Could Distributed Peer Review Better Decide Grant Funding?
The landscape of academic grant funding is notoriously competitive and plagued by lengthy, bureaucratic processes, exacerbated by difficulties in finding willing reviewers. Distributed […]
During Pride month, SAGE Publishing (the parent of Social Science Space) hosted a panel discussion about the significance of LGBTQ+ narratives in higher education.
Every July, as stars and stripes flare and then dissipate over the course of a week, I struggle to untangle my discomfort […]
‘What Do We Know and What Should We Do About the Irish Border?’ is a new book from Katy Hayward that applies social science to the existing issues and what they portend.
The development of critical race theory by legal scholars such as Derrick Bell and Kimberle Crenshaw was largely a response to the slow legal progress and setbacks faced by African Americans from the end of the Civil War, in 1865, through the end of the civil rights era, in 1968.
SAGE has launched a new webpage, Business & Management Impact, with a range of free resources for researchers, instructors, students, and policymakers. […]
When variant forms of COVID appear, argues Robert Dingwall, we must, then, learn not to jump at shadows. No-one can ever say there will never be a risk – but everyday life is full of much more common risks that we tolerate because of the benefits that they deliver.
Academic freedom is widely championed as the foundation of a good university. It is seen as vital in speaking “truth to power” – […]
Today we look at professionalism in the financial planning industry as explored in the paper “Ethics in financial planning: Analysis of ombudsman decisions using codes of ethics and fiduciary duty standards” in the Australian Journal of Management.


■ TASK REQUIREMENTS:
Include no pictures. Output exactly the lines from the one that contains "What elements are" through the final line of the entries.

Figure record listings
= = = =

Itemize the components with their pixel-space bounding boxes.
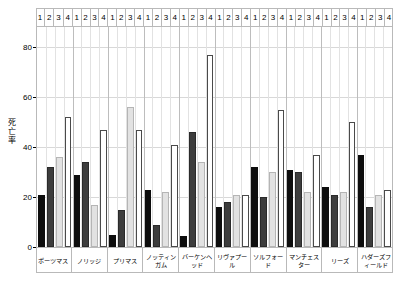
- series-header-cell: 1: [250, 8, 259, 26]
- y-tick-label-80: 80: [12, 43, 32, 52]
- bar: [74, 175, 81, 248]
- series-header-cell: 2: [152, 8, 161, 26]
- series-header-cell: 3: [197, 8, 206, 26]
- category-label-8: マンチェスター: [286, 248, 322, 273]
- bar: [189, 132, 196, 247]
- category-label-10: ハダーズフィールド: [357, 248, 393, 273]
- series-header-cell: 2: [295, 8, 304, 26]
- plot-area: [37, 27, 392, 247]
- category-label-6: リヴァプール: [214, 248, 250, 273]
- bar: [109, 235, 116, 248]
- y-tick-label-0: 0: [12, 243, 32, 252]
- y-tick-mark-20: [33, 197, 36, 198]
- series-header-cell: 4: [98, 8, 107, 26]
- series-header-cell: 4: [277, 8, 286, 26]
- series-header-cell: 2: [188, 8, 197, 26]
- bar: [242, 195, 249, 248]
- bar: [216, 207, 223, 247]
- bar: [287, 170, 294, 248]
- series-header-cell: 3: [53, 8, 62, 26]
- category-label-row: ポーツマスノリッジプリマスノッティンガムバーケンヘッドリヴァプールソルフォードマ…: [36, 247, 393, 273]
- series-header-cell: 3: [304, 8, 313, 26]
- bar: [322, 187, 329, 247]
- bar: [171, 145, 178, 248]
- bar: [304, 192, 311, 247]
- series-header-cell: 4: [384, 8, 393, 26]
- series-header-cell: 1: [72, 8, 81, 26]
- bar: [384, 190, 391, 248]
- bar: [56, 157, 63, 247]
- category-label-7: ソルフォード: [250, 248, 286, 273]
- series-header-cell: 3: [125, 8, 134, 26]
- series-header-cell: 1: [286, 8, 295, 26]
- series-header-cell: 4: [63, 8, 72, 26]
- bar: [82, 162, 89, 247]
- bar: [127, 107, 134, 247]
- group-header-9: 1234: [322, 8, 358, 26]
- y-tick-label-20: 20: [12, 193, 32, 202]
- bar: [224, 202, 231, 247]
- category-label-9: リーズ: [321, 248, 357, 273]
- series-header-cell: 2: [259, 8, 268, 26]
- y-axis-ticks: 020406080: [8, 0, 32, 282]
- y-tick-mark-0: [33, 247, 36, 248]
- series-header-cell: 4: [170, 8, 179, 26]
- series-header-cell: 2: [366, 8, 375, 26]
- group-header-2: 1234: [72, 8, 108, 26]
- group-header-3: 1234: [107, 8, 143, 26]
- bar: [233, 195, 240, 248]
- group-separator: [108, 27, 109, 247]
- series-header-cell: 2: [44, 8, 53, 26]
- bar: [145, 190, 152, 248]
- y-tick-mark-80: [33, 47, 36, 48]
- y-tick-mark-60: [33, 97, 36, 98]
- series-header-cell: 1: [36, 8, 44, 26]
- series-header-cell: 1: [215, 8, 224, 26]
- series-header-cell: 1: [179, 8, 188, 26]
- series-header-cell: 1: [357, 8, 366, 26]
- bar: [91, 205, 98, 248]
- series-header-cell: 4: [206, 8, 215, 26]
- series-header-cell: 1: [322, 8, 331, 26]
- group-header-7: 1234: [250, 8, 286, 26]
- bar: [340, 192, 347, 247]
- bar: [313, 155, 320, 248]
- series-header-cell: 3: [232, 8, 241, 26]
- group-header-8: 1234: [286, 8, 322, 26]
- bar: [47, 167, 54, 247]
- y-tick-label-60: 60: [12, 93, 32, 102]
- category-label-1: ポーツマス: [36, 248, 71, 273]
- bar: [260, 197, 267, 247]
- group-header-6: 1234: [215, 8, 251, 26]
- bar: [251, 167, 258, 247]
- series-header-cell: 3: [339, 8, 348, 26]
- bar: [375, 195, 382, 248]
- group-header-10: 1234: [357, 8, 393, 26]
- series-header-cell: 4: [348, 8, 357, 26]
- series-header-cell: 3: [161, 8, 170, 26]
- category-label-5: バーケンヘッド: [178, 248, 214, 273]
- series-header-cell: 4: [313, 8, 322, 26]
- series-header-cell: 2: [331, 8, 340, 26]
- series-header-cell: 3: [375, 8, 384, 26]
- series-header-cell: 2: [81, 8, 90, 26]
- bar: [162, 192, 169, 247]
- bar: [295, 172, 302, 247]
- bar: [349, 122, 356, 247]
- series-header-cell: 1: [143, 8, 152, 26]
- bar: [198, 162, 205, 247]
- bar: [331, 195, 338, 248]
- bar: [38, 195, 45, 248]
- y-tick-label-40: 40: [12, 143, 32, 152]
- series-header-cell: 1: [107, 8, 116, 26]
- bar: [366, 207, 373, 247]
- series-header-cell: 4: [241, 8, 250, 26]
- series-header-cell: 3: [90, 8, 99, 26]
- group-header-row: 1234123412341234123412341234123412341234: [36, 8, 393, 27]
- category-label-3: プリマス: [107, 248, 143, 273]
- group-separator: [179, 27, 180, 247]
- series-header-cell: 4: [134, 8, 143, 26]
- category-label-4: ノッティンガム: [142, 248, 178, 273]
- bar: [100, 130, 107, 248]
- bar: [153, 225, 160, 248]
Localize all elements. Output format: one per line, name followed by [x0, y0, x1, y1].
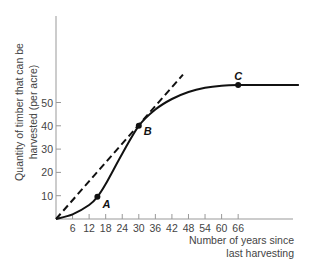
chart-canvas: 6121824303642485460661020304050 ABC	[0, 0, 309, 262]
x-tick-label: 60	[216, 222, 228, 234]
x-tick-label: 42	[166, 222, 178, 234]
x-tick-label: 54	[199, 222, 211, 234]
axes	[56, 16, 293, 219]
x-tick-label: 48	[183, 222, 195, 234]
timber-growth-curve	[56, 85, 299, 219]
y-axis-label-line-1: Quantity of timber that can be	[12, 33, 26, 191]
axis-ticks: 6121824303642485460661020304050	[41, 97, 244, 235]
x-tick-label: 24	[116, 222, 128, 234]
x-tick-label: 6	[70, 222, 76, 234]
point-c-label: C	[234, 70, 243, 82]
x-tick-label: 30	[133, 222, 145, 234]
point-a-label: A	[101, 198, 110, 210]
data-series	[56, 75, 299, 219]
y-tick-label: 10	[41, 190, 53, 202]
y-axis-label: Quantity of timber that can be harvested…	[12, 33, 42, 191]
y-tick-label: 40	[41, 120, 53, 132]
x-tick-label: 12	[83, 222, 95, 234]
y-tick-label: 20	[41, 166, 53, 178]
point-a-marker	[94, 194, 100, 200]
x-tick-label: 36	[150, 222, 162, 234]
y-tick-label: 50	[41, 97, 53, 109]
point-c-marker	[235, 82, 241, 88]
y-tick-label: 30	[41, 143, 53, 155]
x-axis-label: Number of years since last harvesting	[170, 234, 294, 260]
x-axis-label-line-1: Number of years since	[170, 234, 294, 247]
y-axis-label-line-2: harvested (per acre)	[26, 33, 40, 191]
dashed-tangent-line	[56, 75, 183, 219]
x-axis-label-line-2: last harvesting	[170, 247, 294, 260]
point-b-label: B	[144, 125, 152, 137]
x-tick-label: 18	[100, 222, 112, 234]
point-b-marker	[136, 123, 142, 129]
x-tick-label: 66	[232, 222, 244, 234]
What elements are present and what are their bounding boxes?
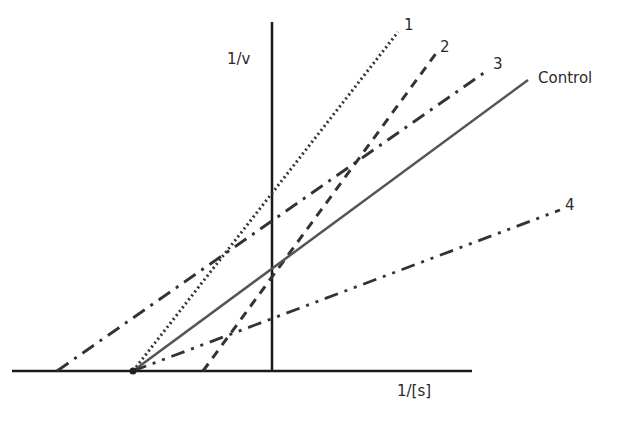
line-2-label: 2: [440, 40, 450, 55]
line-4-label: 4: [565, 198, 575, 213]
y-axis-label: 1/v: [227, 52, 250, 67]
control-label: Control: [538, 71, 592, 86]
line-control-solid: [133, 80, 528, 371]
line-1-label: 1: [404, 18, 414, 33]
x-axis-label: 1/[s]: [397, 384, 431, 399]
line-2-dashed: [203, 52, 437, 371]
intersection-point: [130, 368, 137, 375]
line-1-dotted: [133, 32, 398, 371]
line-4-dash-dot-dot: [133, 210, 560, 371]
line-3-label: 3: [493, 57, 503, 72]
lineweaver-burk-plot: [0, 0, 630, 427]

= = = =

■ ANSWER AREA:
What elements are present and what are their bounding boxes?
line-2-label: 2: [440, 40, 450, 55]
line-4-label: 4: [565, 198, 575, 213]
y-axis-label: 1/v: [227, 52, 250, 67]
control-label: Control: [538, 71, 592, 86]
line-control-solid: [133, 80, 528, 371]
line-1-label: 1: [404, 18, 414, 33]
x-axis-label: 1/[s]: [397, 384, 431, 399]
line-2-dashed: [203, 52, 437, 371]
intersection-point: [130, 368, 137, 375]
line-1-dotted: [133, 32, 398, 371]
line-4-dash-dot-dot: [133, 210, 560, 371]
line-3-label: 3: [493, 57, 503, 72]
lineweaver-burk-plot: [0, 0, 630, 427]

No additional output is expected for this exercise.